Aella
Inactive Cam Model
CallMeWilliam said:Wrong!Aella said:Actually I'm pretty sure one can't 'ban' someone from bitcoin. It's not regulated by any one central authority, and exchanges are almost entirely anonymous. Child pornography and bestiality probably ARE purchased and sold in bitcoin, and as it currently stands there is no way to stop it.
I support bitcoin anyway, though, because, though it is free from law, it's also free from government. Ideally, once it gains stability, there will be no regulation by an outside authority, there will be easier methods of tax reduction, and the market will be entirely self-regulating. A libertarian paradise, or at least as close to one as we're gonna get, here. Nobody can track transactions, so nobody could look at your records and try to take your money. There will be no artificial inflation or money saturation. There will be no import or export taxes. Everything will be at the whim of the consumer. Possibly even no minimum wage laws (though our government would probably fuck that over).
It's an unlikely future, but I want it so much I'm gonna support it anyway.
Also this paper http://eprint.iacr.org/2012/584.pdf by Dorit Ron and Adi Shamir on the "Quantitative Analysis of the Full Bitcoin Transaction Graph" shows us that by analysing the Bitcoin Transaction graph (by default all transactions are logged the proverbial paper trail see http://blockchain.info/) you could figure out who is making the transactions.The Bitcoin Wiki for Anonymity isn't very reassuring, starting off admitting that "while the Bitcoin technology can support strong anonymity, the current implementation is usually not very anonymous."
They actually used this technique to search for Satoshi Nakamoto (person or group of people who designed and created the original Bitcoin software). They concluded that a handful of massive transactions made in November 2010, in which large amounts of Bitcoins were stashed away in several accounts that have yet to make another outgoing transaction were in fact by this person/persons. While it is not 100% Dorit and Adi say that if any of the Bitcoins make another transaction they would be able to identify who made them.
So the only way to be anonymous is not to have any transactions. Which defeats the purpose of any currency.
That's why I said 'mostly.' If I understand correctly, all transactions give you an ID 'number' that can't be traced back to you - but it's possible to see all transactions made by this anonymous number, and if you watch long enough, eventually you might have enough info to figure it out.
There ARE ways of changing your ID number (correct me if I'm wrong on this), though, so people who are very dedicated to privacy shouldn't find that to be much of an issue.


→ **EXERCISE DETAILS**
Would you restate all the data that follows, word for word?

→ **Dataset rows about figures**
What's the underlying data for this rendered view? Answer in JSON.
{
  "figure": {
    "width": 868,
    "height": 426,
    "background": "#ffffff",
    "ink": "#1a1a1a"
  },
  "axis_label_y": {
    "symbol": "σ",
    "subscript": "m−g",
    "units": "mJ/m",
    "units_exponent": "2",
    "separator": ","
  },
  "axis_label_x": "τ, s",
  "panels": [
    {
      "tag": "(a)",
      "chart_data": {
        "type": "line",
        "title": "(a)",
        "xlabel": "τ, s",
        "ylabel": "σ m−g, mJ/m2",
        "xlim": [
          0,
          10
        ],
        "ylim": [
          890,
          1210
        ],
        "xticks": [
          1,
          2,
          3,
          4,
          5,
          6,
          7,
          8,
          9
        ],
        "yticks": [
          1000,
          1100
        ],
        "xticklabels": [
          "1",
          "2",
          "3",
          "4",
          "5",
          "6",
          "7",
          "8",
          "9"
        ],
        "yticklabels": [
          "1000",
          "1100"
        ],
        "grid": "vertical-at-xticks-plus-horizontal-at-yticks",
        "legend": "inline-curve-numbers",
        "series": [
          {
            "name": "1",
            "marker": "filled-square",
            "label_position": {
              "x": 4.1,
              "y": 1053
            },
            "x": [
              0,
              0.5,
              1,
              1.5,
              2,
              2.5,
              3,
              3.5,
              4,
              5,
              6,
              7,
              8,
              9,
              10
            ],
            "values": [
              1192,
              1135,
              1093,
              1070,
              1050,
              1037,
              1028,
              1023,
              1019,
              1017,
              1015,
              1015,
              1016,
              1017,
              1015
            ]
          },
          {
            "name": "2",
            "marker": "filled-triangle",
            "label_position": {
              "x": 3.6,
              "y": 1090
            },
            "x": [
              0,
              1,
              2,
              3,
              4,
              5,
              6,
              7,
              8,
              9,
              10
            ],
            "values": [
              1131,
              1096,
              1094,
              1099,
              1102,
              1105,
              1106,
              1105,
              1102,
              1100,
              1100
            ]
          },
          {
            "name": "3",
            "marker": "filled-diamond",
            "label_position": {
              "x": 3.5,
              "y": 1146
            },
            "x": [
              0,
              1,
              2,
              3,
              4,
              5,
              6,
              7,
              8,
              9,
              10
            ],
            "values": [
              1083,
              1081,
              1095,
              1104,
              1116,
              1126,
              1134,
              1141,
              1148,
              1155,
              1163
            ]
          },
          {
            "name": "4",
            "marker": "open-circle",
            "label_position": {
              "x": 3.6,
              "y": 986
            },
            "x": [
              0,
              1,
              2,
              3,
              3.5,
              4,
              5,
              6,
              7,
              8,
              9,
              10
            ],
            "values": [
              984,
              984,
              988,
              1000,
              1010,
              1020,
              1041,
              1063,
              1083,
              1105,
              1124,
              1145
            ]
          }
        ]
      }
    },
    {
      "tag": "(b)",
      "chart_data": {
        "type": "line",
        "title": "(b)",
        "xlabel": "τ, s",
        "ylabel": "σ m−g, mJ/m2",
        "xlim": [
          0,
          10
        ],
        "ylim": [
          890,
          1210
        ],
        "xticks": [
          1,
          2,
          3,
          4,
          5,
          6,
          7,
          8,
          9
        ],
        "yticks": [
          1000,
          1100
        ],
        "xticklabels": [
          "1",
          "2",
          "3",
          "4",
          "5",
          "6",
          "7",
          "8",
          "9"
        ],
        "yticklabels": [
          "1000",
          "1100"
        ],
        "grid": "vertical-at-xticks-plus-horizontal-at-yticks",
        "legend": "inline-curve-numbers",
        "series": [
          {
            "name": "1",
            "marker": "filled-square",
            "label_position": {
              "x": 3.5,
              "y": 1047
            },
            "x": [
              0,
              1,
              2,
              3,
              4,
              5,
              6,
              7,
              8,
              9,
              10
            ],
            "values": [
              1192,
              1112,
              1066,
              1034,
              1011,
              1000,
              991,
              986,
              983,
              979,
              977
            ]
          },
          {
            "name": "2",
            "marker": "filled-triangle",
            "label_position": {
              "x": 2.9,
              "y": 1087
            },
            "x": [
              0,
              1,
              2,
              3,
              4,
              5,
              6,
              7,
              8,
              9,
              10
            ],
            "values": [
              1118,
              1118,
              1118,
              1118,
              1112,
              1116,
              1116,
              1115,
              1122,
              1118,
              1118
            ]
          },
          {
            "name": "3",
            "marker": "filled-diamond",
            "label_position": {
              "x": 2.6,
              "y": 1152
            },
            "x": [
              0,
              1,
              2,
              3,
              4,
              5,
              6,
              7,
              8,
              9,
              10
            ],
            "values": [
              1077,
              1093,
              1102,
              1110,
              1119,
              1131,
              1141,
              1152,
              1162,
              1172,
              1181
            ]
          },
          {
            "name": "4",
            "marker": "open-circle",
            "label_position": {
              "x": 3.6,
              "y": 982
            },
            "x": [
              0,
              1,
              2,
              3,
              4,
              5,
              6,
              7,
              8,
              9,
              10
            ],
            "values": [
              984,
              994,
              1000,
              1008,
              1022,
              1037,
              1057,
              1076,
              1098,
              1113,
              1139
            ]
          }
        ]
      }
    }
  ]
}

→ **RESPONSE TO THIS TASK**
What's the underlying data for this rendered view? Answer in JSON.
{
  "figure": {
    "width": 868,
    "height": 426,
    "background": "#ffffff",
    "ink": "#1a1a1a"
  },
  "axis_label_y": {
    "symbol": "σ",
    "subscript": "m−g",
    "units": "mJ/m",
    "units_exponent": "2",
    "separator": ","
  },
  "axis_label_x": "τ, s",
  "panels": [
    {
      "tag": "(a)",
      "chart_data": {
        "type": "line",
        "title": "(a)",
        "xlabel": "τ, s",
        "ylabel": "σ m−g, mJ/m2",
        "xlim": [
          0,
          10
        ],
        "ylim": [
          890,
          1210
        ],
        "xticks": [
          1,
          2,
          3,
          4,
          5,
          6,
          7,
          8,
          9
        ],
        "yticks": [
          1000,
          1100
        ],
        "xticklabels": [
          "1",
          "2",
          "3",
          "4",
          "5",
          "6",
          "7",
          "8",
          "9"
        ],
        "yticklabels": [
          "1000",
          "1100"
        ],
        "grid": "vertical-at-xticks-plus-horizontal-at-yticks",
        "legend": "inline-curve-numbers",
        "series": [
          {
            "name": "1",
            "marker": "filled-square",
            "label_position": {
              "x": 4.1,
              "y": 1053
            },
            "x": [
              0,
              0.5,
              1,
              1.5,
              2,
              2.5,
              3,
              3.5,
              4,
              5,
              6,
              7,
              8,
              9,
              10
            ],
            "values": [
              1192,
              1135,
              1093,
              1070,
              1050,
              1037,
              1028,
              1023,
              1019,
              1017,
              1015,
              1015,
              1016,
              1017,
              1015
            ]
          },
          {
            "name": "2",
            "marker": "filled-triangle",
            "label_position": {
              "x": 3.6,
              "y": 1090
            },
            "x": [
              0,
              1,
              2,
              3,
              4,
              5,
              6,
              7,
              8,
              9,
              10
            ],
            "values": [
              1131,
              1096,
              1094,
              1099,
              1102,
              1105,
              1106,
              1105,
              1102,
              1100,
              1100
            ]
          },
          {
            "name": "3",
            "marker": "filled-diamond",
            "label_position": {
              "x": 3.5,
              "y": 1146
            },
            "x": [
              0,
              1,
              2,
              3,
              4,
              5,
              6,
              7,
              8,
              9,
              10
            ],
            "values": [
              1083,
              1081,
              1095,
              1104,
              1116,
              1126,
              1134,
              1141,
              1148,
              1155,
              1163
            ]
          },
          {
            "name": "4",
            "marker": "open-circle",
            "label_position": {
              "x": 3.6,
              "y": 986
            },
            "x": [
              0,
              1,
              2,
              3,
              3.5,
              4,
              5,
              6,
              7,
              8,
              9,
              10
            ],
            "values": [
              984,
              984,
              988,
              1000,
              1010,
              1020,
              1041,
              1063,
              1083,
              1105,
              1124,
              1145
            ]
          }
        ]
      }
    },
    {
      "tag": "(b)",
      "chart_data": {
        "type": "line",
        "title": "(b)",
        "xlabel": "τ, s",
        "ylabel": "σ m−g, mJ/m2",
        "xlim": [
          0,
          10
        ],
        "ylim": [
          890,
          1210
        ],
        "xticks": [
          1,
          2,
          3,
          4,
          5,
          6,
          7,
          8,
          9
        ],
        "yticks": [
          1000,
          1100
        ],
        "xticklabels": [
          "1",
          "2",
          "3",
          "4",
          "5",
          "6",
          "7",
          "8",
          "9"
        ],
        "yticklabels": [
          "1000",
          "1100"
        ],
        "grid": "vertical-at-xticks-plus-horizontal-at-yticks",
        "legend": "inline-curve-numbers",
        "series": [
          {
            "name": "1",
            "marker": "filled-square",
            "label_position": {
              "x": 3.5,
              "y": 1047
            },
            "x": [
              0,
              1,
              2,
              3,
              4,
              5,
              6,
              7,
              8,
              9,
              10
            ],
            "values": [
              1192,
              1112,
              1066,
              1034,
              1011,
              1000,
              991,
              986,
              983,
              979,
              977
            ]
          },
          {
            "name": "2",
            "marker": "filled-triangle",
            "label_position": {
              "x": 2.9,
              "y": 1087
            },
            "x": [
              0,
              1,
              2,
              3,
              4,
              5,
              6,
              7,
              8,
              9,
              10
            ],
            "values": [
              1118,
              1118,
              1118,
              1118,
              1112,
              1116,
              1116,
              1115,
              1122,
              1118,
              1118
            ]
          },
          {
            "name": "3",
            "marker": "filled-diamond",
            "label_position": {
              "x": 2.6,
              "y": 1152
            },
            "x": [
              0,
              1,
              2,
              3,
              4,
              5,
              6,
              7,
              8,
              9,
              10
            ],
            "values": [
              1077,
              1093,
              1102,
              1110,
              1119,
              1131,
              1141,
              1152,
              1162,
              1172,
              1181
            ]
          },
          {
            "name": "4",
            "marker": "open-circle",
            "label_position": {
              "x": 3.6,
              "y": 982
            },
            "x": [
              0,
              1,
              2,
              3,
              4,
              5,
              6,
              7,
              8,
              9,
              10
            ],
            "values": [
              984,
              994,
              1000,
              1008,
              1022,
              1037,
              1057,
              1076,
              1098,
              1113,
              1139
            ]
          }
        ]
      }
    }
  ]
}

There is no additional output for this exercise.